Harvey Kwiyani is a recovering missiologist from Malawi and currently teaching theology at Liverpool Hope University.

More from this issue

Notes

[1] Stephen Neill’s Colonialism and Christian Missions is a lame attempt to convince us that western Christian missions did not benefit from colonialism. What it does well, instead, is to show us exactly how European Christians used both their sense of white superiority and the conviction that they had been destined to civilise, even by force, the world. See, for instance, his report on the Requiremento in Colonialism and Christian Missions (New York: McGraw-Hill, 1966), 43–44.
[2] Neill, Colonialism and Christian Missions, 39.
[3] William Carey, An Enquiry into the Obligations of Christians to use Means for the Conversion of the Heathens (London: Carey Kingsgate Press, 1961).
[4] Landeg White, Magomero: Portrait of an African Village (Cambridge: Cambridge University Press, 1987).
[5] This was the actual title of George Mwase’s book on the events surrounding John Chilembwe’s uprising in 1915. See George Simeon Mwase, Strike a Blow and Die: The Classic Story of the Chilembwe Rising (London: Heinemann Educational, 1975).
[6] William J. Livingstone was cousin to Alexander Livingstone Bruce, who was son to Agnes Livingstone and, therefore, a direct descendant of David Livingstone. William was stationed at Magomero while Alexander L. Bruce was manager at the Luwelezi Estate, a few hours away in Mulanje. In January of 1915, A. L. Bruce was up in northern Malawi, fighting for the Crown in the First World War.
[7] David Livingstone, Missionary Travels and Researches in South Africa (New York: Harper & Bros., 1858).
[8] Meriel Buxton, David Livingstone (Basingstoke: Palgrave, 2001), 106.
[9] Oliver Ransford, David Livingstone: The Dark Interior (London: John Murray, 1978), 159.
[10] Ibid.
[11] Ibid., 160.
[12] Tim Jeal, Livingstone (New York: Dell, 1973), 224.
[13] Ibid., 188.
[14] For more on Joseph Booth, please see Harry W. Langworthy, “Africa for the African”: The Life of Joseph Booth (Blantyre, Malawi: Christian Literature Association in Malawi, 1996). Also Harry W. Langworthy, “Joseph Booth, Prophet of Radical Change in Central and South Africa, 1891–1915,” Journal of Religion in Africa 16, no. 1 (1986).

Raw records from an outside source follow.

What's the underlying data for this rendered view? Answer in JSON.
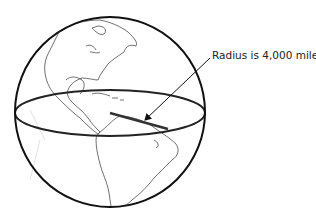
{
  "diagram": {
    "annotation": "Radius is 4,000 miles.",
    "elements": {
      "globe": {
        "cx": 110,
        "cy": 112,
        "r": 95
      },
      "equator": {
        "cx": 110,
        "cy": 113,
        "rx": 95,
        "ry": 23
      },
      "radius_line": {
        "x1": 110,
        "y1": 113,
        "x2": 168,
        "y2": 129
      },
      "arrow": {
        "x1": 210,
        "y1": 58,
        "x2": 144,
        "y2": 120
      }
    },
    "colors": {
      "outline": "#111111",
      "coast": "#333333",
      "background": "#ffffff"
    }
  }
}
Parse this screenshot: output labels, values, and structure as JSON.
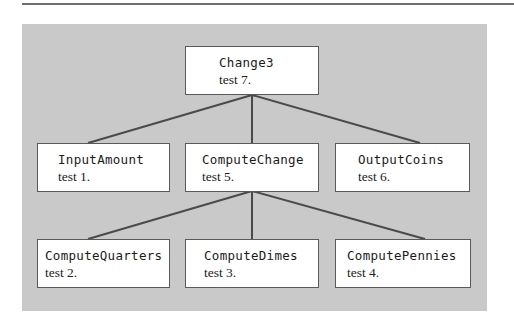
{
  "diagram": {
    "type": "structure-chart",
    "colors": {
      "panel": "#c9c9c9",
      "box": "#ffffff",
      "border": "#5a5a5a",
      "line": "#4a4a4a"
    },
    "root": {
      "name": "Change3",
      "test": "test 7."
    },
    "level1": [
      {
        "name": "InputAmount",
        "test": "test 1."
      },
      {
        "name": "ComputeChange",
        "test": "test 5."
      },
      {
        "name": "OutputCoins",
        "test": "test 6."
      }
    ],
    "level2": [
      {
        "name": "ComputeQuarters",
        "test": "test 2."
      },
      {
        "name": "ComputeDimes",
        "test": "test 3."
      },
      {
        "name": "ComputePennies",
        "test": "test 4."
      }
    ],
    "edges": [
      [
        "Change3",
        "InputAmount"
      ],
      [
        "Change3",
        "ComputeChange"
      ],
      [
        "Change3",
        "OutputCoins"
      ],
      [
        "ComputeChange",
        "ComputeQuarters"
      ],
      [
        "ComputeChange",
        "ComputeDimes"
      ],
      [
        "ComputeChange",
        "ComputePennies"
      ]
    ]
  }
}
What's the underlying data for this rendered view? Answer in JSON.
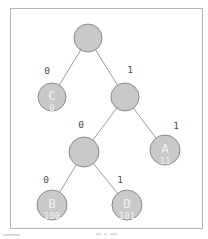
{
  "figure": {
    "type": "binary-tree-diagram",
    "colors": {
      "background": "#ffffff",
      "frame_border": "#b5b5b5",
      "node_fill": "#c9c9c9",
      "node_border": "#8c8c8c",
      "node_text": "#f2f2f2",
      "edge_line": "#9a9a9a",
      "edge_label_text": "#4a4a4a"
    },
    "nodes": {
      "root": {
        "label": ""
      },
      "internal_right": {
        "label": ""
      },
      "internal_mid": {
        "label": ""
      },
      "c": {
        "label": "C",
        "code": "0"
      },
      "a": {
        "label": "A",
        "code": "11"
      },
      "b": {
        "label": "B",
        "code": "100"
      },
      "d": {
        "label": "D",
        "code": "101"
      }
    },
    "edge_labels": {
      "root_to_c": "0",
      "root_to_internal_right": "1",
      "internal_right_to_internal_mid": "0",
      "internal_right_to_a": "1",
      "internal_mid_to_b": "0",
      "internal_mid_to_d": "1"
    }
  }
}
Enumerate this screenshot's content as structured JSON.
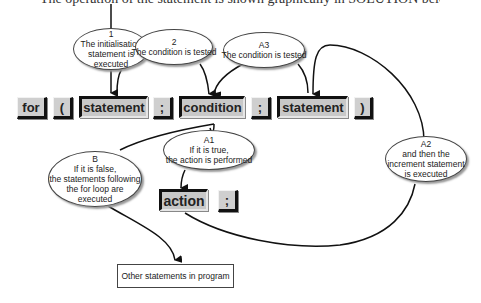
{
  "caption": "The operation of the statement is shown graphically in SOLUTION below.",
  "tokens": {
    "for": "for",
    "open_paren": "(",
    "init_statement": "statement",
    "semicolon1": ";",
    "condition": "condition",
    "semicolon2": ";",
    "increment_statement": "statement",
    "close_paren": ")",
    "action": "action",
    "action_semicolon": ";"
  },
  "ellipses": {
    "step1": {
      "label": "1",
      "lines": [
        "The initialisation",
        "statement is",
        "executed"
      ]
    },
    "step2": {
      "label": "2",
      "lines": [
        "The condition is tested"
      ]
    },
    "stepA3": {
      "label": "A3",
      "lines": [
        "The condition is tested"
      ]
    },
    "stepA1": {
      "label": "A1",
      "lines": [
        "If it is true,",
        "the action is performed"
      ]
    },
    "stepA2": {
      "label": "A2",
      "lines": [
        "and then the",
        "increment statement",
        "is executed"
      ]
    },
    "stepB": {
      "label": "B",
      "lines": [
        "If it is false,",
        "the statements following",
        "the for  loop are",
        "executed"
      ]
    }
  },
  "other_box": "Other statements in program",
  "colors": {
    "token_fill": "#c8c8c8",
    "line": "#111111",
    "background": "#ffffff"
  }
}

[15] George Shepperson and Thomas Price, Independent African: John Chilembwe and the Origins, Setting, and Significance of the Nyasaland Native Rising of 1915 (Edinburgh: Edinburgh University Press, 1958).
[16] He seems to have been a passionate defender of all things African, especially against British colonialism. See George William Cox, The Life of John William Colenso, D.D.: Bishop of Natal, vol. 1 (London: W. Ridgway, 1888).

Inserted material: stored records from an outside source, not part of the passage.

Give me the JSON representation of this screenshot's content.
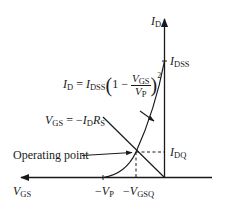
{
  "diagram": {
    "axes": {
      "y_axis": {
        "label": "I",
        "label_sub": "D"
      },
      "x_axis": {
        "label": "V",
        "label_sub": "GS"
      }
    },
    "ticks": {
      "idss": {
        "label": "I",
        "label_sub": "DSS"
      },
      "idq": {
        "label": "I",
        "label_sub": "DQ"
      },
      "vp": {
        "prefix": "−",
        "label": "V",
        "label_sub": "P"
      },
      "vgsq": {
        "prefix": "−",
        "label": "V",
        "label_sub": "GSQ"
      }
    },
    "transfer_equation": {
      "lhs": "I",
      "lhs_sub": "D",
      "eq": " = ",
      "coef": "I",
      "coef_sub": "DSS",
      "open_paren": "(",
      "one_minus": "1 − ",
      "num": "V",
      "num_sub": "GS",
      "den": "V",
      "den_sub": "P",
      "close_paren": ")",
      "power": "2"
    },
    "load_line_equation": {
      "lhs": "V",
      "lhs_sub": "GS",
      "eq": " = −",
      "i": "I",
      "i_sub": "D",
      "r": "R",
      "r_sub": "S"
    },
    "operating_point_label": "Operating point",
    "colors": {
      "ink": "#1a1a1a",
      "background": "#ffffff"
    }
  }
}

[17] See, for instance, Edward E. Andrews, “Christian Missions and Colonial Empires Reconsidered: A Black Evangelist in West Africa, 1766–1816,” Journal of Church and State 51, no. 4 (Autumn 2009): 663–64.
[18] John D. Omer-Cooper et al., The Making of Modern Africa: The Growth of African Civilization, vol. 2 (New York: Longman, 1968).

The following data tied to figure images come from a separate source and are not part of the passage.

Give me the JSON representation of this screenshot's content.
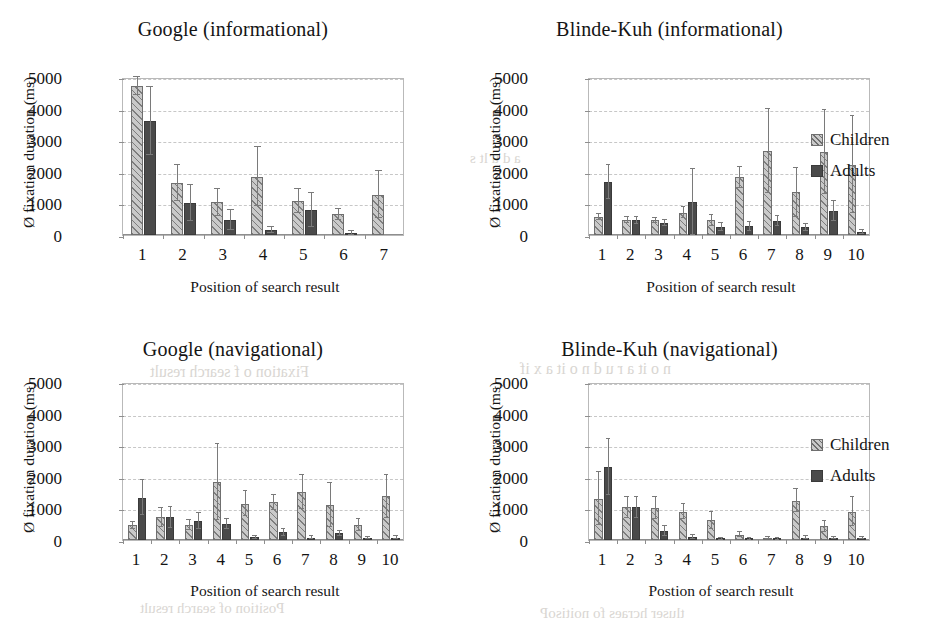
{
  "legend": {
    "children_label": "Children",
    "adults_label": "Adults",
    "children_color": "#c9c9c9",
    "adults_color": "#4a4a4a"
  },
  "axis": {
    "yticks": [
      "0",
      "1000",
      "2000",
      "3000",
      "4000",
      "5000"
    ],
    "ylabel": "Ø fixation duration (ms)",
    "ylim_min": 0,
    "ylim_max": 5000
  },
  "ghost_text": [
    {
      "text": "Childre  n  a  s    t  ie  nt",
      "x": 140,
      "y": 96,
      "size": 15
    },
    {
      "text": "a    d  u  lt    s",
      "x": 470,
      "y": 150,
      "size": 15
    },
    {
      "text": "Fixation  o  f  search  result",
      "x": 150,
      "y": 363,
      "size": 16
    },
    {
      "text": "n  o  it  a  r  u  d  n  o  it  a  x  if",
      "x": 520,
      "y": 360,
      "size": 16
    },
    {
      "text": "Position  of  search  result",
      "x": 140,
      "y": 600,
      "size": 15
    },
    {
      "text": "tluser  hcraes  fo  noitisoP",
      "x": 540,
      "y": 605,
      "size": 15
    }
  ],
  "chart_data": [
    {
      "id": "google-informational",
      "type": "bar",
      "title": "Google (informational)",
      "xlabel": "Position of search result",
      "ylabel": "Ø fixation duration (ms)",
      "ylim": [
        0,
        5000
      ],
      "yticks": [
        0,
        1000,
        2000,
        3000,
        4000,
        5000
      ],
      "grid": true,
      "legend_position": "none",
      "categories": [
        "1",
        "2",
        "3",
        "4",
        "5",
        "6",
        "7"
      ],
      "series": [
        {
          "name": "Children",
          "values": [
            4720,
            1640,
            1030,
            1840,
            1080,
            650,
            1280
          ],
          "errors": [
            280,
            560,
            420,
            930,
            380,
            180,
            740
          ]
        },
        {
          "name": "Adults",
          "values": [
            3600,
            1010,
            470,
            160,
            790,
            70,
            null
          ],
          "errors": [
            1070,
            560,
            310,
            100,
            540,
            60,
            null
          ]
        }
      ]
    },
    {
      "id": "blinde-kuh-informational",
      "type": "bar",
      "title": "Blinde-Kuh (informational)",
      "xlabel": "Position of search result",
      "ylabel": "Ø fixation duration (ms)",
      "ylim": [
        0,
        5000
      ],
      "yticks": [
        0,
        1000,
        2000,
        3000,
        4000,
        5000
      ],
      "grid": true,
      "legend_position": "right",
      "categories": [
        "1",
        "2",
        "3",
        "4",
        "5",
        "6",
        "7",
        "8",
        "9",
        "10"
      ],
      "series": [
        {
          "name": "Children",
          "values": [
            570,
            480,
            460,
            710,
            460,
            1830,
            2660,
            1350,
            2630,
            2230
          ],
          "errors": [
            110,
            90,
            70,
            180,
            180,
            330,
            1340,
            780,
            1320,
            1530
          ]
        },
        {
          "name": "Adults",
          "values": [
            1690,
            460,
            390,
            1040,
            260,
            270,
            440,
            250,
            760,
            90
          ],
          "errors": [
            540,
            120,
            90,
            1050,
            130,
            130,
            170,
            110,
            330,
            60
          ]
        }
      ]
    },
    {
      "id": "google-navigational",
      "type": "bar",
      "title": "Google (navigational)",
      "xlabel": "Position of search result",
      "ylabel": "Ø fixation duration (ms)",
      "ylim": [
        0,
        5000
      ],
      "yticks": [
        0,
        1000,
        2000,
        3000,
        4000,
        5000
      ],
      "grid": true,
      "legend_position": "none",
      "categories": [
        "1",
        "2",
        "3",
        "4",
        "5",
        "6",
        "7",
        "8",
        "9",
        "10"
      ],
      "series": [
        {
          "name": "Children",
          "values": [
            460,
            720,
            470,
            1830,
            1150,
            1190,
            1530,
            1110,
            480,
            1380
          ],
          "errors": [
            120,
            300,
            160,
            1210,
            400,
            250,
            540,
            700,
            190,
            680
          ]
        },
        {
          "name": "Adults",
          "values": [
            1340,
            720,
            600,
            510,
            80,
            250,
            70,
            220,
            60,
            70
          ],
          "errors": [
            560,
            340,
            260,
            160,
            60,
            110,
            50,
            80,
            40,
            50
          ]
        }
      ]
    },
    {
      "id": "blinde-kuh-navigational",
      "type": "bar",
      "title": "Blinde-Kuh (navigational)",
      "xlabel": "Postion of search result",
      "ylabel": "Ø fixation duration (ms)",
      "ylim": [
        0,
        5000
      ],
      "yticks": [
        0,
        1000,
        2000,
        3000,
        4000,
        5000
      ],
      "grid": true,
      "legend_position": "right",
      "categories": [
        "1",
        "2",
        "3",
        "4",
        "5",
        "6",
        "7",
        "8",
        "9",
        "10"
      ],
      "series": [
        {
          "name": "Children",
          "values": [
            1300,
            1030,
            1020,
            890,
            620,
            160,
            60,
            1250,
            430,
            900
          ],
          "errors": [
            840,
            340,
            350,
            240,
            280,
            80,
            30,
            350,
            180,
            470
          ]
        },
        {
          "name": "Adults",
          "values": [
            2320,
            1040,
            280,
            90,
            30,
            40,
            30,
            70,
            60,
            70
          ],
          "errors": [
            880,
            330,
            160,
            70,
            30,
            30,
            20,
            50,
            40,
            40
          ]
        }
      ]
    }
  ]
}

[19] Lamin O. Sanneh, Translating the Message: The Missionary Impact on Culture (Maryknoll, NY: Orbis Books, 1989), 88.
[20] Roland Allen, Missionary Methods: St. Paul’s or Ours? (Grand Rapids, MI: Eerdmans, 1962).
[21] Sam Moyo and Walter Chambati, eds., Land and Agrarian Reform in Zimbabwe: Beyond White-Settler Capitalism (Dakar: CODESRIA African Institute for Agrarian Studies, 2013), 42.
[22] Samuel P. Huntington, The Clash of Civilizations and the Remaking of World Order (New York: Touchstone, 1997).